This is a complex question, and answering it will involve adressing several aspects of it.
What did Schopenhauer believe, based on his quote?
This is your first sub question, and Schopenhauer is not here to answer. But we on PhilSE have tried to answer this question previously in this link: What does Schopenhauer mean by 'A man can do what he wants, but not want what he wants'?
Note, none of the posted answers agree with your interpretation of Schopenhauer. The top answer holds that Schopenhauer considered determinism and free will to both be imperfect categories, and our world and actions are a confusing intermingling of both.
All of the other answers note the different tiers of desiring, or of willing. They note it is true that we cannot choose whether we have the desire for food or not, but can choose whether we have the desire to act on the desire for food, and can choose not to act.
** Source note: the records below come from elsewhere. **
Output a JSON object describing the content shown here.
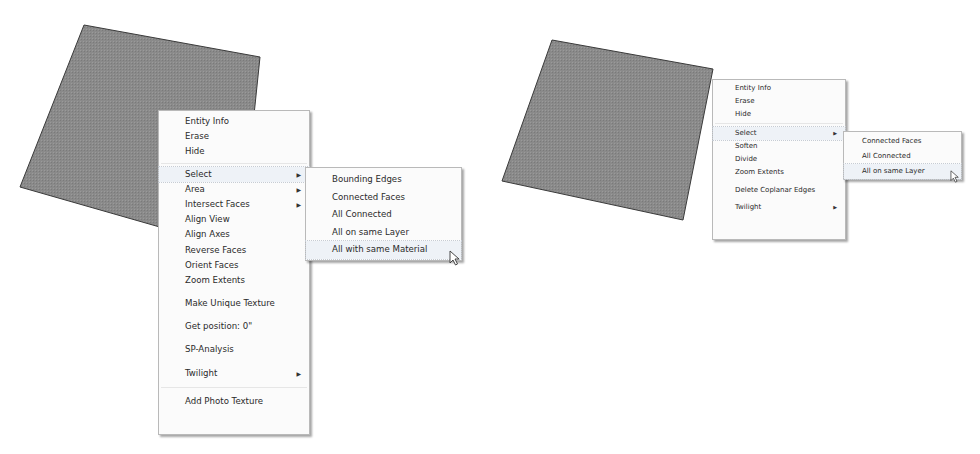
{
  "colors": {
    "face_fill": "#8a8a8a",
    "face_edge": "#3a3a3a",
    "menu_bg": "#fbfbfb",
    "menu_border": "#b9b9b9",
    "highlight": "#eef2f7"
  },
  "left_example": {
    "context_menu": {
      "items": [
        {
          "label": "Entity Info"
        },
        {
          "label": "Erase"
        },
        {
          "label": "Hide"
        },
        {
          "label": "Select",
          "submenu": true,
          "highlighted": true
        },
        {
          "label": "Area",
          "submenu": true
        },
        {
          "label": "Intersect Faces",
          "submenu": true
        },
        {
          "label": "Align View"
        },
        {
          "label": "Align Axes"
        },
        {
          "label": "Reverse Faces"
        },
        {
          "label": "Orient Faces"
        },
        {
          "label": "Zoom Extents"
        },
        {
          "label": "Make Unique Texture"
        },
        {
          "label": "Get position: 0\""
        },
        {
          "label": "SP-Analysis"
        },
        {
          "label": "Twilight",
          "submenu": true
        },
        {
          "label": "Add Photo Texture"
        }
      ]
    },
    "select_submenu": {
      "items": [
        {
          "label": "Bounding Edges"
        },
        {
          "label": "Connected Faces"
        },
        {
          "label": "All Connected"
        },
        {
          "label": "All on same Layer"
        },
        {
          "label": "All with same Material",
          "highlighted": true
        }
      ]
    }
  },
  "right_example": {
    "context_menu": {
      "items": [
        {
          "label": "Entity Info"
        },
        {
          "label": "Erase"
        },
        {
          "label": "Hide"
        },
        {
          "label": "Select",
          "submenu": true,
          "highlighted": true
        },
        {
          "label": "Soften"
        },
        {
          "label": "Divide"
        },
        {
          "label": "Zoom Extents"
        },
        {
          "label": "Delete Coplanar Edges"
        },
        {
          "label": "Twilight",
          "submenu": true
        }
      ]
    },
    "select_submenu": {
      "items": [
        {
          "label": "Connected Faces"
        },
        {
          "label": "All Connected"
        },
        {
          "label": "All on same Layer",
          "highlighted": true
        }
      ]
    }
  },
  "icons": {
    "submenu_arrow": "▶",
    "cursor": "arrow-pointer"
  }
}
The tiers of desiring or willing do not appear in your interpretation.
But if one cannot "will what one wills", where is any choice?
Schopenhauer is not the last word on this question, and the meat of what you want to ask is in the bold above. Whether that is a misunderstanding of Schopenhauer or not, is irrelevant to your more substantive question.
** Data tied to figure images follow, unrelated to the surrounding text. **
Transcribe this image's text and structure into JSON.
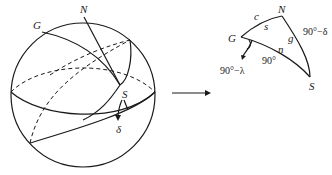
{
  "figure": {
    "sphere": {
      "labels": {
        "G": "G",
        "N": "N",
        "S": "S",
        "delta": "δ"
      }
    },
    "arrow": {
      "direction": "right"
    },
    "triangle": {
      "vertices": {
        "G": "G",
        "N": "N",
        "S": "S"
      },
      "sides": {
        "GN": "c",
        "NS": "90°−δ",
        "GS": "90°"
      },
      "angles": {
        "G_inner": "s",
        "N_inner": "g",
        "S_inner": "n"
      },
      "angle_annotation": "90°−λ"
    }
  }
}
I note that the "tiers of desire, or willing" interpretation does not address your bold, as the determined/random dichotomy can then just be imposed on the higher tier of our will to action.
I have also encountered Virtue Ethics thinking that our higher tier tends to be determined in practice, but AFTER making what we realize is a mistake, we then CHOOSE to restructure our character, so as to avoid that mistake in the future, pushing freedom up to a higher tier yet. This too, does not evade a determined/random dichotomy.
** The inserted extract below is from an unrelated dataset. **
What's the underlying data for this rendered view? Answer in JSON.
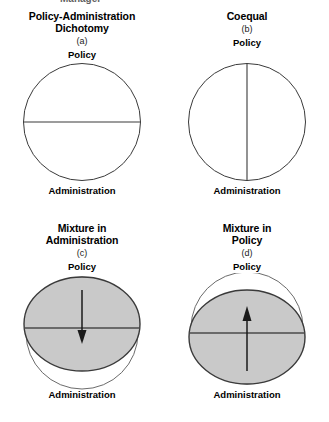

Ultimately, libertarian free will requires rejecting a determined/random dichotomy, for at least one tier of willing, as the first answer on the prior question about Schopenhauer implies.
The determined/random dichotomy is an empirical assertion. It is a claim that this logic limits what our world can exhibit. Note that logicians have realized there are infinite different logics. Whether a particular logic matches our world or not, is an empirical question. The need for a third option, that of agent causation, to apply in our world, is just a description of the logic form that is needed for libertarian free will to hold. With infinite logics in logic space, we will be able to find one that supports three options, where the third matches reasonably well our understanding of agent causation. I don't think we have yet found that logic yet, but Agent Causation theorists have been searching for it.
Is the position of many who disbelieve in free will that our experience of making decisions is illusory?
Yes. For free will incompatibilism, anyone who is a free will denier will say we do not make decisions.
Free compatibilists will not deny free will and will say we make decisions. But they will redefine both free will and decisions such that they do not match the libertarian assumptions.
Is the ability to make decisions an incontrovertible fact?
No. There are no "incontrovertible facts". We could be mistaken about our willing, about our experiencing, about our selfhood, and about the state sequencing of time.
BUT -- these are all VERY basic observations. Empiricism relies upon observations, which we draw inferences from. These observations are the base data of empiricism. Most of these -- have instances where we are mistaken about our base observations. That is part of being human, we are fallible, even in these very basic perceptions. BUT any argument that we should throw out whole categories of our basic observations, rather than a few erroneous instances, carries a massive burden of justification.
This applies to Einstein's claim that the "now" of time is not real, to Dennett's claim we have no experiences, and Dennett and Gautama's claim that there is no real self, and to your claim that we have no will.
In each case, that of Dennett, Einstein, Dennett again, and you here -- the denier of experiences has a THEORY, which the experiences appear to contradict. Rejecting the data of experience, in favor of a desired theory -- is directly contrary to the scientific method.
The answer, for an empiricist, is: look harder, and find a theory that encompasses all the data.
For Einstein, it is to try to find a theory of time that includes both block time, growing time, and presentism. For Dennett, it is to find an ontology that accommodates experiences, and selfhood, as well as our physical world. For you, it is to develop a theory of causation that allows for agent causation.
OR, if you could put a strong enough evidenced case together that there can only be one valid theory of causation, and determined/random is it, AND the experiences of willing are so unreliable that one should dismiss them, then you could reasonably argue for your POV. I have seen no effective presentation of such a case, and the history of our revisions to causation theory, and its current weak characterization today, suggest such a case is impossible.
Your disputant's response: "the assertion that we cannot make decisions is absurd", is not particularly helpful. Rather than "absurd", it is instead in contradiction of basic observations, and is a prioritization of theory over data, without the accompanying very strong case that such a prioritizing requires.